Step 4 – Have your kid pour the vinegar into the mix and watch as the liquids combine and create a geyser of bubbles. You can keep adding baking soda and vinegar to continue the eruption.
What your child has observed is a transformation: Baking soda, (sodium bicarbonate) and vinegar (acetic acid) combine to form carbon dioxide, water, sodium, and acetate. Carbon dioxide is a gas, so it produces bubbles in the mixture. It is the same gas that you find in soda. Chemicals from one mixture separate and combine with chemicals from the other mixture, causing a variety of new substances to form. Much like mixing red and yellow to make orange, mixing a substance that is carbon and X with a substance that is oxygen and Y creates carbon dioxide and XY.

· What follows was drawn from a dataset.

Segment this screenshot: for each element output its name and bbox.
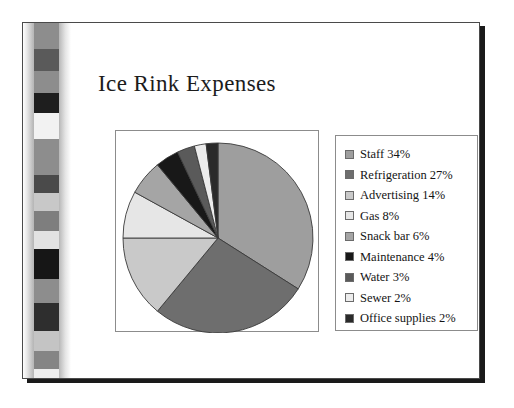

An excellent experiment for showing reaction is cleaning pennies with vinegar and salt. Start by collecting a bunch of old pennies. Ask your kid why old pennies are dirty and dull, while new pennies are shiny and bright. The answer is, in part, because they’ve been handled by thousands of people, all of whom excrete grease and leave it on everything they touch, and the pennies have accumulated decades of human oil, making them about as gross as a touchscreen. However, there is another reason why they are green and dingy which is way less disgusting.
Step 1 – In a bowl, mix a quarter cup vinegar with a teaspoon of salt.
Step 2 -Have your kid hold a penny, dip it in the solution halfway, and hold it for thirty seconds. When they pull it out, there will be a neat line across the middle, under which the penny is clean and above which it is dingy. What they’re seeing is a reaction: the copper oxide on the surface of the penny is being dissolved by the vinegar (acetic acid). The reason the pennies were greenish, to begin with, was that the copper on their surfaces reacted with oxygen in the air to create a film of copper oxide on the outside of the penny. This process simply removes that film.
Step 3 – Dump a bunch of pennies into the solution and watch as they react, becoming cleaner before your eyes. Pull them out after five minutes. You can put half of them on a paper towel to dry, and then rinse half of them in water and leave them out to dry separately. After an hour check back to see if there is any difference between the two groups. The rinsed pennies will look just as they did when you pulled them out of the solution. However, the un-rinsed pennies will again be turning green. This is because the residue on the pennies precipitates a reaction between the copper and the oxygen in the air, again putting a film of copper oxide onto the pennies.
This is a great way to introduce the idea that chemicals are all around us, and are constantly interacting. The air is made of a variety of chemicals, and they can react with solids and liquids. For example, you can talk to your kids about what rust is, or how the air they breath in is different from the air they breath out.
Without knowing that a chemical is made of a variety of molecules, which are made of atoms, which interact by means of different bonds, your kid can see how chemistry works. Then, they will begin to understand that matter is made not of immutable substances, but of combinations of substances that can interact, degrade, transform, and recombine to form other substances.
Soon you will be introducing your kid to the periodic table of the elements, where they will likely be drawn towards Unununium, or Uuu, element 111.